Hello again, everyone! This is the final week before the 2009 session of the Oklahoma Legislature begins and I begin spending most of my time in Oklahoma City.
It is clear this will be a challenging session – perhaps as challenging as any in my more than 20 years working in and around the Legislature. The national economic slowdown is creeping into Oklahoma.
We are seeing it in revenue estimates, which are beginning to drop. That will make “Job One” – writing the annual state budget – even more difficult. It is becoming clear that we in the Legislature will have to look at ways to further strengthen Oklahoma’s economy.
Our efforts over the past several years to encourage energy exploration and drilling in Oklahoma have clearly helped us weather the national economic downturn better than most of our sister states. We must continue to enact policies to preserve them. Energy jobs must not, however, be our only focus.
One of the lessons of the economic slowdown of the 1980s was that Oklahoma must have a diversified economy. Over-dependence on any one segment of the economy – putting all our “eggs in one basket” so to speak – puts the entire state economy at risk.
That is why among the bills I have introduced for 2009 are measures to provide added strength to the energy industry and to tweak Oklahoma’s Quality Jobs Act. The idea is to ensure industrial employers beyond the energy industry also get the full benefit of locating jobs in our state.
Job creation and preservation are the best ways we can protect our state budget and – more importantly – family budgets across the state. As we struggle to keep our state afloat in perilous times, we dare not turn our attention away from preserving and protecting the economic strength with which we have been blessed.
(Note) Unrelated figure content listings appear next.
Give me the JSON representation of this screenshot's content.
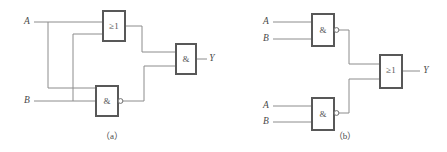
{
  "figure": {
    "background_color": "#ffffff",
    "wire_color": "#8c8c8c",
    "gate_border_color": "#585858",
    "text_color": "#4a4a4a",
    "width": 447,
    "height": 152
  },
  "captions": {
    "left": "（a）",
    "right": "（b）"
  },
  "circuit_a": {
    "name": "circuit-a",
    "inputs": [
      {
        "label": "A",
        "x": 27,
        "y": 22
      },
      {
        "label": "B",
        "x": 27,
        "y": 101
      }
    ],
    "output": {
      "label": "Y",
      "x": 212,
      "y": 60
    },
    "gates": [
      {
        "id": "or1",
        "symbol": "≥1",
        "type": "or",
        "inverted": false,
        "x": 103,
        "y": 11,
        "w": 22,
        "h": 30
      },
      {
        "id": "nand1",
        "symbol": "&",
        "type": "nand",
        "inverted": true,
        "x": 96,
        "y": 86,
        "w": 22,
        "h": 30
      },
      {
        "id": "and1",
        "symbol": "&",
        "type": "and",
        "inverted": false,
        "x": 176,
        "y": 44,
        "w": 20,
        "h": 30
      }
    ]
  },
  "circuit_b": {
    "name": "circuit-b",
    "inputs": [
      {
        "label": "A",
        "x": 266,
        "y": 22
      },
      {
        "label": "B",
        "x": 266,
        "y": 39
      },
      {
        "label": "A",
        "x": 266,
        "y": 106
      },
      {
        "label": "B",
        "x": 266,
        "y": 122
      }
    ],
    "output": {
      "label": "Y",
      "x": 426,
      "y": 71
    },
    "gates": [
      {
        "id": "nand_top",
        "symbol": "&",
        "type": "nand",
        "inverted": true,
        "x": 312,
        "y": 14,
        "w": 22,
        "h": 32
      },
      {
        "id": "nand_bottom",
        "symbol": "&",
        "type": "nand",
        "inverted": true,
        "x": 312,
        "y": 98,
        "w": 22,
        "h": 32
      },
      {
        "id": "or_out",
        "symbol": "≥1",
        "type": "or",
        "inverted": false,
        "x": 380,
        "y": 55,
        "w": 22,
        "h": 33
      }
    ]
  }
}
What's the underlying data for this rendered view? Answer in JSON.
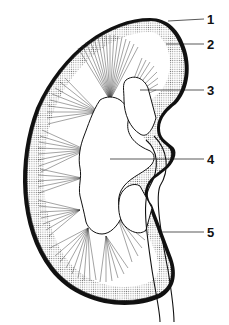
{
  "diagram": {
    "labels": [
      {
        "num": "1",
        "x": 207,
        "y": 13
      },
      {
        "num": "2",
        "x": 207,
        "y": 38
      },
      {
        "num": "3",
        "x": 207,
        "y": 84
      },
      {
        "num": "4",
        "x": 207,
        "y": 153
      },
      {
        "num": "5",
        "x": 207,
        "y": 226
      }
    ],
    "colors": {
      "ink": "#111111",
      "cortex_dots": "#888888",
      "background": "#ffffff"
    }
  }
}
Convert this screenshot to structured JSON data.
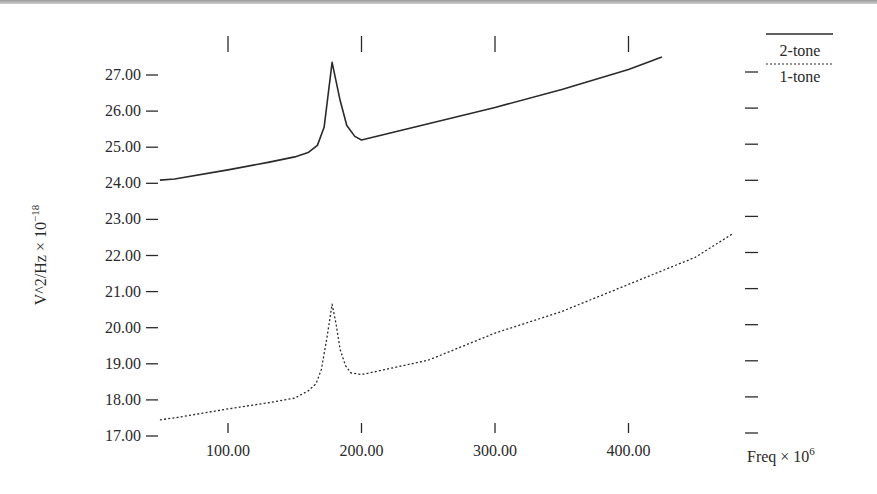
{
  "chart_data": {
    "type": "line",
    "title": "",
    "xlabel": "Freq × 10^6",
    "xlabel_base": "Freq × 10",
    "xlabel_exp": "6",
    "ylabel": "V^2/Hz × 10^-18",
    "ylabel_base": "V^2/Hz × 10",
    "ylabel_exp": "−18",
    "xlim": [
      48,
      480
    ],
    "ylim": [
      17,
      27.5
    ],
    "x_ticks": [
      100,
      200,
      300,
      400
    ],
    "x_tick_labels": [
      "100.00",
      "200.00",
      "300.00",
      "400.00"
    ],
    "y_ticks": [
      17,
      18,
      19,
      20,
      21,
      22,
      23,
      24,
      25,
      26,
      27
    ],
    "y_tick_labels": [
      "17.00",
      "18.00",
      "19.00",
      "20.00",
      "21.00",
      "22.00",
      "23.00",
      "24.00",
      "25.00",
      "26.00",
      "27.00"
    ],
    "grid": false,
    "legend_position": "top-right",
    "series": [
      {
        "name": "2-tone",
        "style": "solid",
        "x": [
          49,
          60,
          100,
          130,
          150,
          160,
          167,
          172,
          178,
          184,
          189,
          195,
          200,
          250,
          300,
          350,
          400,
          425
        ],
        "values": [
          24.09,
          24.12,
          24.37,
          24.58,
          24.73,
          24.85,
          25.05,
          25.55,
          27.35,
          26.3,
          25.6,
          25.3,
          25.2,
          25.65,
          26.1,
          26.6,
          27.15,
          27.5
        ]
      },
      {
        "name": "1-tone",
        "style": "dotted",
        "x": [
          49,
          60,
          100,
          130,
          150,
          160,
          166,
          170,
          174,
          178,
          181,
          184,
          188,
          192,
          200,
          250,
          300,
          350,
          400,
          450,
          478
        ],
        "values": [
          17.45,
          17.5,
          17.75,
          17.92,
          18.05,
          18.25,
          18.45,
          18.85,
          19.7,
          20.65,
          20.1,
          19.4,
          18.95,
          18.75,
          18.7,
          19.1,
          19.85,
          20.45,
          21.2,
          21.95,
          22.6
        ]
      }
    ],
    "colors": {
      "line": "#2a2a2a",
      "text": "#2a2a2a"
    }
  }
}
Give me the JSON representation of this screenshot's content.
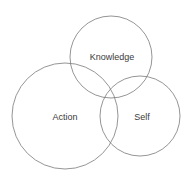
{
  "diagram": {
    "type": "venn",
    "stroke_color": "#7a7a7a",
    "circles": [
      {
        "label": "Knowledge",
        "cx": 111,
        "cy": 57,
        "r": 41
      },
      {
        "label": "Action",
        "cx": 65,
        "cy": 116,
        "r": 53
      },
      {
        "label": "Self",
        "cx": 140,
        "cy": 116,
        "r": 40
      }
    ]
  }
}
I believe job creation and a strong economy go hand-in-hand. That is why many of the bills on which I have worked the hardest have been proposals to strengthen our economy. Those efforts have helped us in this difficult time, and I am confident renewed job-creation and preservation efforts will help bring Oklahoma through the economic challenges we face.
One final note this week: For those of you who check out my website – www.gumm.us – it has not been updated in about a month. That is because a major redesign of the site is about to begin. This current site is loaded with information; the new site will be even more advanced and user friendly.
As always, please feel free to contact me with any comment, question or concern. You can email me at gumm@oksenate.gov. My Capitol office can be reached directly at (405) 521-5586 or by an in-district number at (580) 924-2221. You also can send letters to me at State Capitol, 2300 N. Lincoln Blvd., Oklahoma City, OK 73105.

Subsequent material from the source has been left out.